Jan. 11th, 2008

urbpan: (Charlie's jacket)
I've been noticing my mood lately. Despite the unusually warm weather, I've still been more down and surly than usual. It's kept me from posting much (well, that, and the craptacular quality of my latest photos). I've been seeing my life this way: I leave for work before the sun is up, come home as it's coming down, and after walking the dogs and whatnot I just want to go to bed. Night before last I went to bed at nine, almost indignantly (take THAT, stupid life), and pretty much just fell asleep. I definitely have a better time at work when I've slept more, but work is not my life (should it be?) and I want more time with my life.

Feeling a bit better today, and I'm really looking forward to the weekend. The sad part is that I'm most looking forward to making the laundry pile disappear.

While I'm at work I think of things I want to write, or produce, or make art about. When I get home I just diddle on the internet, eat, and sleep. I haven't even watched all the movies I keep getting out of the library and netflix. The "no time for art because of work" thing is as old as the hills. Anyone found a way to deal with it?
urbpan: (jeckyll pipe)
If I were to write a book, what should it be?
urbpan: (wading)
Thanks, as always, to my many wise, witty, and wonderful lj friends for your commiseration, counsel, and compliments regarding my earlier posts today. Much to think about, more to do.

Today, as I was starting my work day up, cleaning and refilling footbaths, there came a clatter as if a tree had fallen on the roof. At my previous job big pieces of trees fell on the roof with regularity, owing to its rustic location underneath brittle white pine boughs. My current workplace is considerably more urban, and so I dashed with some urgency out to a room with windows, to see what was the matter. What had happened was the very television-like break of calm weather with an enormous thunderclap, followed by sudden torrential rain. At 7:30 in the morning, on January eleventh. Times like these I like to recall Lewis Black, who, upon seeing snow and lighting in Boston one February morn, "There isn't weather like that in the Bible!"

And it continued to thunder and rain most of the morning, staying in the mid forties for the most part, turning mid-winter into an early mud season. I got to work a little late, partly on account of the fact that it never looked light enough for it to be time for me to leave. It stayed looking like an hour after sunset for the lion's share of what should have been the daylight hours.

Tomorrow is supposed to be likewise as mild (for January) but sunny. We will take the dogs to the beach, which you are allowed to do in New England in the winter.
urbpan: (caveman jef)
In art school, I was taught that some 40,000 or so years ago, there was matriarchal society (or societies) across much of Europe, if not the whole of the peopled world. (I should stress that I was not taught this in the context of a history or anthropology course.) This society, peaceful and artistic, produced artifacts like the "goddess of Willendorf." Many people I was close with embraced the notion of this society as fact, and moreover, as a model of what we--should we choose to discard the patriarchy--should aspire for our own culture.

Alas, there is a paucity of facts to back up the existence of this great matriarchy, and a great deal of wishful thinking. My bs detector wasn't as sensitive back then, but I did sometimes wonder how the fact of this unknown society had come to be so obscure. Shouldn't I have learned about it in, well, a history class? I should have, if there was any evidence that it ever existed, or any actual scholarly research done backing it up. For more than a decade I've let the possibility that it existed simmer on the back burner of my mind--it's a good story, at least.


Today's Straight Dope describes the idea, what's right with it, and what's wrong with it. Always good to hear from Uncle Cecil.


__About this exercise__.
Take each line of the entries below that contains "span" and copy it.

__Entries from a visual dataset__.
######

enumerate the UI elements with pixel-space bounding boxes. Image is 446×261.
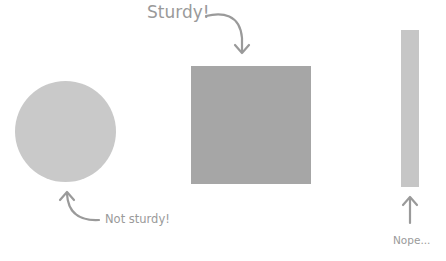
arrow-up-icon (403, 197, 417, 223)
arrows-layer (0, 0, 446, 261)
curved-arrow-up-icon (60, 192, 99, 220)
curved-arrow-down-icon (206, 14, 249, 53)
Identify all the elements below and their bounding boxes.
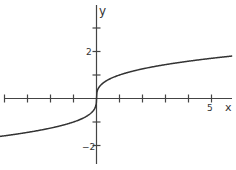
y-tick-label-neg2: −2 (82, 142, 95, 152)
x-tick-label-5: 5 (207, 103, 213, 113)
axes (4, 5, 232, 164)
function-plot: x y 5 2 −2 (0, 0, 236, 170)
function-curve (0, 56, 232, 136)
x-axis-label: x (225, 101, 232, 114)
y-axis-label: y (99, 4, 106, 18)
y-tick-label-2: 2 (86, 47, 92, 57)
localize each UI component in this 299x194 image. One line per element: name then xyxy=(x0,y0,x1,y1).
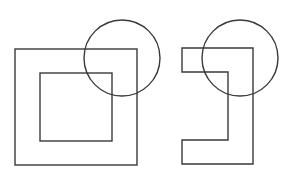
inner-square xyxy=(40,73,112,141)
figure-left-square-frame xyxy=(15,20,160,165)
bracket-polygon xyxy=(182,48,253,164)
outer-square xyxy=(15,49,137,165)
figure-right-bracket-shape xyxy=(182,20,278,164)
overlap-circle-right xyxy=(202,20,278,96)
diagram-canvas xyxy=(0,0,299,194)
overlap-circle-left xyxy=(84,20,160,96)
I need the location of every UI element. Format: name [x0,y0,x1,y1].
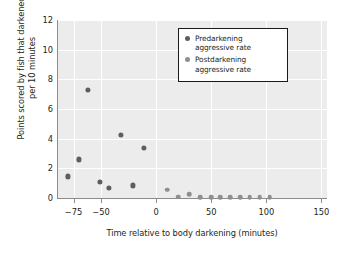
x-tick-label: 0 [136,207,176,217]
x-tick-mark [266,199,267,203]
y-axis-line [57,20,58,198]
legend-marker-postdarkening-icon [185,57,190,62]
data-point [118,132,123,137]
data-point [165,188,170,193]
y-tick-label: 12 [35,15,53,25]
x-tick-label: −50 [81,207,121,217]
x-tick-mark [156,199,157,203]
gridline-horizontal [57,139,327,140]
gridline-vertical [156,20,157,198]
gridline-horizontal [57,109,327,110]
data-point [187,192,192,197]
legend-marker-predarkening-icon [185,36,190,41]
x-axis-tick-labels: −75−50050100150 [57,207,327,219]
legend-label-postdarkening: Postdarkening aggressive rate [195,55,251,73]
legend-label-predarkening: Predarkening aggressive rate [195,34,251,52]
x-tick-mark [321,199,322,203]
scatter-chart-figure: Points scored by fish that darkened per … [0,0,345,255]
data-point [130,183,135,188]
legend-item-predarkening: Predarkening aggressive rate [184,34,283,52]
data-point [65,174,70,179]
gridline-horizontal [57,20,327,21]
gridline-vertical [101,20,102,198]
x-tick-label: 150 [301,207,341,217]
data-point [85,87,90,92]
chart-legend: Predarkening aggressive rate Postdarkeni… [178,28,288,82]
y-tick-label: 4 [35,134,53,144]
x-tick-mark [74,199,75,203]
x-axis-tick-marks [57,199,327,204]
gridline-vertical [74,20,75,198]
x-tick-mark [101,199,102,203]
data-point [76,157,81,162]
y-tick-label: 10 [35,45,53,55]
gridline-horizontal [57,168,327,169]
x-tick-label: 100 [246,207,286,217]
y-tick-label: 8 [35,74,53,84]
x-tick-label: 50 [191,207,231,217]
x-tick-mark [211,199,212,203]
data-point [106,185,111,190]
y-tick-label: 0 [35,193,53,203]
y-axis-tick-labels: 024681012 [33,20,53,198]
y-tick-label: 6 [35,104,53,114]
legend-item-postdarkening: Postdarkening aggressive rate [184,55,283,73]
data-point [141,145,146,150]
gridline-vertical [321,20,322,198]
y-tick-label: 2 [35,163,53,173]
x-axis-title: Time relative to body darkening (minutes… [57,228,327,238]
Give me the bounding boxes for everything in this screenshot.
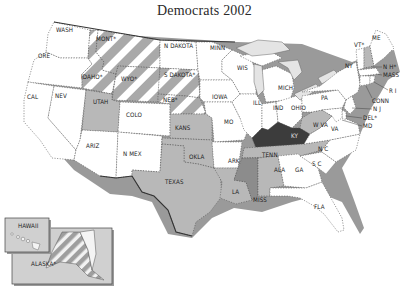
- label-cal: CAL: [27, 93, 39, 100]
- label-ore: ORE: [38, 52, 50, 59]
- state-colo[interactable]: [118, 102, 170, 136]
- label-texas: TEXAS: [164, 178, 184, 185]
- label-va: VA: [331, 125, 339, 132]
- label-wis: WIS: [237, 64, 248, 71]
- label-ala: ALA: [274, 166, 285, 173]
- label-sc: S C: [312, 160, 322, 167]
- label-mass: MASS: [383, 71, 399, 78]
- label-utah: UTAH: [93, 98, 108, 105]
- label-ohio: OHIO: [291, 104, 307, 111]
- state-ark[interactable]: [212, 142, 242, 168]
- label-tenn: TENN: [261, 151, 278, 158]
- label-ark: ARK: [228, 157, 240, 164]
- label-okla: OKLA: [189, 153, 205, 160]
- us-choropleth-map: WASH ORE CAL NEV IDAHO* MONT* WYO* UTAH …: [0, 0, 409, 288]
- label-sdakota: S DAKOTA*: [164, 71, 196, 78]
- label-nc: N C: [318, 145, 328, 152]
- label-ill: ILL: [253, 99, 262, 106]
- label-conn: CONN: [372, 97, 389, 104]
- state-wyo[interactable]: [112, 66, 160, 102]
- inset-hawaii[interactable]: HAWAII: [5, 218, 51, 254]
- label-ky: KY: [291, 132, 299, 139]
- label-la: LA: [232, 188, 239, 195]
- label-wva: W VA: [313, 121, 328, 128]
- label-minn: MINN: [210, 44, 225, 51]
- label-ny: NY: [345, 62, 353, 69]
- label-ga: GA: [295, 166, 303, 173]
- label-nj: N J: [373, 105, 381, 113]
- label-mont: MONT*: [96, 35, 116, 42]
- label-miss: MISS: [253, 196, 267, 203]
- label-mich: MICH: [278, 84, 293, 91]
- label-ndakota: N DAKOTA: [164, 42, 193, 49]
- label-vt: VT*: [354, 41, 364, 48]
- label-wash: WASH: [56, 26, 73, 33]
- label-hawaii: HAWAII: [18, 222, 39, 229]
- label-ind: IND: [273, 104, 283, 111]
- label-colo: COLO: [126, 111, 142, 118]
- label-kans: KANS: [175, 124, 191, 131]
- label-wyo: WYO*: [121, 75, 137, 82]
- label-nev: NEV: [55, 92, 67, 99]
- label-mo: MO: [224, 118, 234, 125]
- label-me: ME: [372, 34, 381, 41]
- label-fla: FLA: [314, 203, 325, 210]
- label-neb: NEB*: [163, 96, 178, 103]
- label-pa: PA: [321, 94, 328, 101]
- state-del[interactable]: [342, 110, 346, 120]
- label-alaska: ALASKA*: [31, 260, 56, 267]
- label-idaho: IDAHO*: [81, 73, 103, 80]
- label-md: MD: [363, 122, 372, 129]
- label-iowa: IOWA: [212, 93, 227, 100]
- label-del: DEL*: [363, 114, 377, 121]
- label-nh: N H*: [383, 63, 396, 70]
- label-ri: R I: [389, 87, 397, 94]
- label-nmex: N MEX: [123, 150, 142, 157]
- label-ariz: ARIZ: [86, 142, 100, 149]
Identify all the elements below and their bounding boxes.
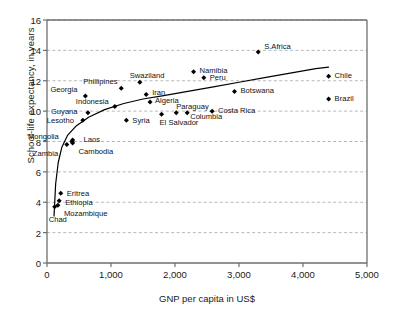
data-point-label: Indonesia: [76, 98, 109, 106]
data-point-label: Swaziland: [130, 72, 165, 80]
data-point-label: Zambia: [33, 150, 58, 158]
data-point-label: Mongolia: [28, 133, 59, 141]
data-point-label: Eritrea: [67, 190, 89, 198]
data-point-label: Guyana: [51, 108, 78, 116]
data-point-label: Brazil: [335, 95, 354, 103]
data-point-label: Syria: [132, 117, 149, 125]
data-point-label: Laos: [84, 136, 100, 144]
data-point-label: Costa Rica: [218, 107, 255, 115]
data-point-label: Paraguay: [176, 103, 209, 111]
data-point-label: Botswana: [241, 87, 274, 95]
data-point-label: Mozambique: [64, 210, 107, 218]
data-point-label: Chile: [335, 72, 352, 80]
data-point-label: Lesotho: [47, 117, 74, 125]
data-point-label: Phillipines: [83, 78, 117, 86]
data-point-label: Georgia: [50, 86, 77, 94]
data-point-label-layer: ChadMozambiqueEthiopiaEritreaZambiaCambo…: [0, 0, 400, 314]
scatter-chart-figure: School-life expectancy, in years GNP per…: [0, 0, 400, 314]
data-point-label: Peru: [210, 74, 226, 82]
data-point-label: Cambodia: [79, 148, 114, 156]
data-point-label: Ethiopia: [65, 199, 92, 207]
data-point-label: Algeria: [155, 97, 179, 105]
data-point-label: S.Africa: [264, 43, 291, 51]
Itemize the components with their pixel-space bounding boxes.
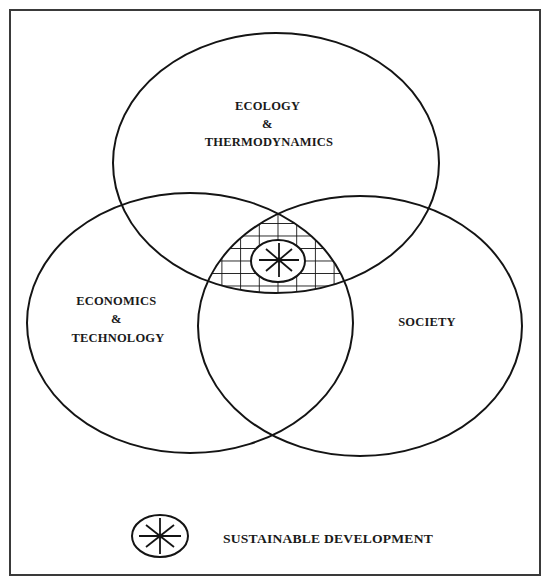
ecology-line-3: THERMODYNAMICS	[205, 135, 334, 149]
economics-line-3: TECHNOLOGY	[72, 331, 165, 345]
ecology-line-1: ECOLOGY	[235, 99, 300, 113]
economics-label: ECONOMICS & TECHNOLOGY	[72, 294, 165, 345]
sustainable-development-venn-diagram: ECOLOGY & THERMODYNAMICS ECONOMICS & TEC…	[0, 0, 547, 582]
economics-line-2: &	[111, 312, 122, 326]
legend-label: SUSTAINABLE DEVELOPMENT	[223, 532, 433, 546]
legend-asterisk-in-ellipse-icon	[132, 515, 188, 557]
society-label: SOCIETY	[398, 315, 456, 329]
ecology-line-2: &	[262, 117, 273, 131]
economics-line-1: ECONOMICS	[76, 294, 156, 308]
legend: SUSTAINABLE DEVELOPMENT	[132, 515, 433, 557]
ecology-label: ECOLOGY & THERMODYNAMICS	[205, 99, 334, 149]
society-line-1: SOCIETY	[398, 315, 456, 329]
sustainable-development-marker-icon	[251, 240, 305, 282]
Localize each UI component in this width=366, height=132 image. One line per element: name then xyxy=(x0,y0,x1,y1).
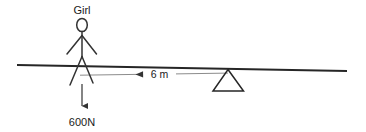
triangle-fulcrum-icon xyxy=(213,70,244,92)
dimension-line-right-segment xyxy=(176,73,228,74)
figure-head xyxy=(77,18,88,31)
figure-arm-left xyxy=(67,36,82,55)
plank-line xyxy=(17,65,347,71)
force-label: 600N xyxy=(69,116,95,128)
figure-leg-left xyxy=(70,57,82,86)
distance-label: 6 m xyxy=(151,68,169,80)
person-label: Girl xyxy=(73,4,90,16)
physics-lever-diagram: Girl 600N 6 m xyxy=(0,0,366,132)
figure-leg-right xyxy=(82,57,93,84)
figure-arm-right xyxy=(82,36,97,55)
diagram-canvas: Girl 600N 6 m xyxy=(0,0,366,132)
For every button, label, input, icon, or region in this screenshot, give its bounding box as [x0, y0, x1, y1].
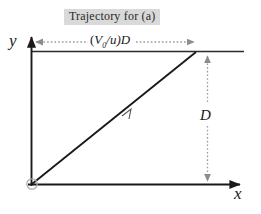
figure-title: Trajectory for (a) — [64, 9, 160, 25]
span-label-distance: D — [121, 32, 130, 47]
trajectory-figure: Trajectory for (a) y x (V0/u)D D — [0, 0, 261, 214]
x-axis-label: x — [234, 185, 242, 202]
span-label-divisor: /u) — [106, 32, 120, 47]
vertical-span-label: D — [199, 106, 212, 125]
horizontal-span-label: (V0/u)D — [88, 33, 132, 50]
y-axis-label: y — [9, 32, 17, 49]
trajectory-line — [32, 52, 196, 184]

######

__Response__.
span-label-distance: D — [121, 32, 130, 47]
span-label-divisor: /u) — [106, 32, 120, 47]
vertical-span-label: D — [199, 106, 212, 125]
horizontal-span-label: (V0/u)D — [88, 33, 132, 50]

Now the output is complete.